MySQL (pronounced (IPA) /m?? ?s kju? ?l/, "my S-Q-L"[1]) is a multithreaded, multi-user SQL database management system (DBMS)[2] which has, according to MySQL AB, more than 10 million installations.[3] The basic program runs as a server providing multiuser access to a number of databases.

MySQL is owned and sponsored by a single for-profit firm, the Swedish company MySQL AB, which holds the copyright to most of the codebase. This is similar to the JBoss model. It is dissimilar to the Apache project, where the software is developed by a public community and the copyright to the codebase is owned by its individual authors. Some industry observers believe MySQL will file for an IPO in early 2008.[citation needed]

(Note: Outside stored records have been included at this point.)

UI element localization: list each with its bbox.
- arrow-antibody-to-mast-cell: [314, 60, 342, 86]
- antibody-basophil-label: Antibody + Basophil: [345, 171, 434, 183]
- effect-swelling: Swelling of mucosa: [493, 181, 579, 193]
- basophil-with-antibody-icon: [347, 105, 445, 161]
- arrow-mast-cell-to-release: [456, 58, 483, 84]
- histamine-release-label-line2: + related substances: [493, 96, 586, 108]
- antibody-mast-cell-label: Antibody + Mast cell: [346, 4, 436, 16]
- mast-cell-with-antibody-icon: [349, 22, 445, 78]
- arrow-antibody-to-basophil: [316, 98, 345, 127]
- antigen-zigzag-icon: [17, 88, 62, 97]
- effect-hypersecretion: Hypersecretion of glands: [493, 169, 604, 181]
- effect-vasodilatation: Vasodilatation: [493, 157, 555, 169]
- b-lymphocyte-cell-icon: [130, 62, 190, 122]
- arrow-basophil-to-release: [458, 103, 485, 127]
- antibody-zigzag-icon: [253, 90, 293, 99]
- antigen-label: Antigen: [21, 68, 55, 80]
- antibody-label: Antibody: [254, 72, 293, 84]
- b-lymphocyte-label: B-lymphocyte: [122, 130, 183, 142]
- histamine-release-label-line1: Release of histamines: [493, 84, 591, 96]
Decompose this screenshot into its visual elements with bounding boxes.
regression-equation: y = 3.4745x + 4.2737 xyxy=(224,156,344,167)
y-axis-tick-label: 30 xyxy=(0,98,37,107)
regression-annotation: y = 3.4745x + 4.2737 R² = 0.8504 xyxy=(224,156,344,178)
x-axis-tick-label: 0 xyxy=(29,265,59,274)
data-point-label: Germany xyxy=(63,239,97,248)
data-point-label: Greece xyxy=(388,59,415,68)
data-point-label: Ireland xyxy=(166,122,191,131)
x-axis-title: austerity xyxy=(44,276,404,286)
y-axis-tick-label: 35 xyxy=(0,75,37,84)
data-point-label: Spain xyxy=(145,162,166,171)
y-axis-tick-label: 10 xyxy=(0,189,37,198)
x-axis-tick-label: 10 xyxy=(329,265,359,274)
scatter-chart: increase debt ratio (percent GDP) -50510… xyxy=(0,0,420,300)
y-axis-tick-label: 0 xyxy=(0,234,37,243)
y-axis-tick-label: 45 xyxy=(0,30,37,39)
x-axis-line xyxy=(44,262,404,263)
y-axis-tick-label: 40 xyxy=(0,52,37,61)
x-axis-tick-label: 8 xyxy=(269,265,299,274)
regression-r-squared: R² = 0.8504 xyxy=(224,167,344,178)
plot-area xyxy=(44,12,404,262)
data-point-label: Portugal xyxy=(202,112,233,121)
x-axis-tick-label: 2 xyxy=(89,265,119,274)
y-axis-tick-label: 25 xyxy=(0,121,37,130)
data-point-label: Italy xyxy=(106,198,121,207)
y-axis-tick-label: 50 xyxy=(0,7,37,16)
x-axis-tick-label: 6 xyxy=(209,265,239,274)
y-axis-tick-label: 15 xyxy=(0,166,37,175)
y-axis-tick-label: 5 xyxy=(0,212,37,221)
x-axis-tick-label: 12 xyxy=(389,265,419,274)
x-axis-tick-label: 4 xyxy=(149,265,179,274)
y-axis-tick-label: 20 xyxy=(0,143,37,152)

The company develops and maintains the system, selling support and service contracts, as well as proprietary-licensed copies of MySQL, and employing people all over the world who collaborate via the Internet. MySQL AB was founded by David Axmark, Allan Larsson, and Michael "Monty" Widenius. The CEO is Mårten Mickos.

The MySQL company used to sell another DBMS, MaxDB, which is from an unrelated codebase. MaxDB's sales and support have reverted back to SAP AG, where it originated[4].
Contents

History

* MySQL was first released internally on May 23, 1995
* Windows version released on January 8, 1998 for Windows 95 and NT
* Version 3.23: beta from June 2000, production release January 2001
* Version 4.0: beta from August 2002, production release March 2003 (unions)
* Version 4.1: beta from June 2004, production release October 2004 (r-trees, subqueries, prepared statements)
* Version 5.0: beta from March 2005, production release October 2005 (cursors, stored procedures, triggers, views, XA transactions)
* Version 5.1: currently pre-production (since November 2005) (event scheduler, partitioning, plugin API, row-based replication, server log tables)

Programming languages

Libraries for accessing MySQL databases are available in all major programming languages with language-specific APIs. In addition, an ODBC interface called MyODBC allows additional programming languages that support the ODBC interface to communicate with a MySQL database, such as ASP or ColdFusion. The MySQL server and official libraries are mostly implemented in ANSI C/ANSI C++.

Uses

MySQL is popular for web applications and acts as the database component of the LAMP, MAMP, and WAMP platforms (Linux/Mac/Windows-Apache-MySQL-PHP/Perl/Python), and for open-source bug tracking tools like Bugzilla. Its popularity for use with web applications is closely tied to the popularity of PHP and Ruby on Rails, which is often combined with MySQL. PHP and MySQL are essential components for running popular content management systems such as Joomla!, WordPress and Drupal. Wikipedia runs on MediaWiki software, which is written in PHP and uses a MySQL database.

Documentation and administration

Information on using MySQL can be found on the company's site, under their Documentation section. There are also many books written about MySQL.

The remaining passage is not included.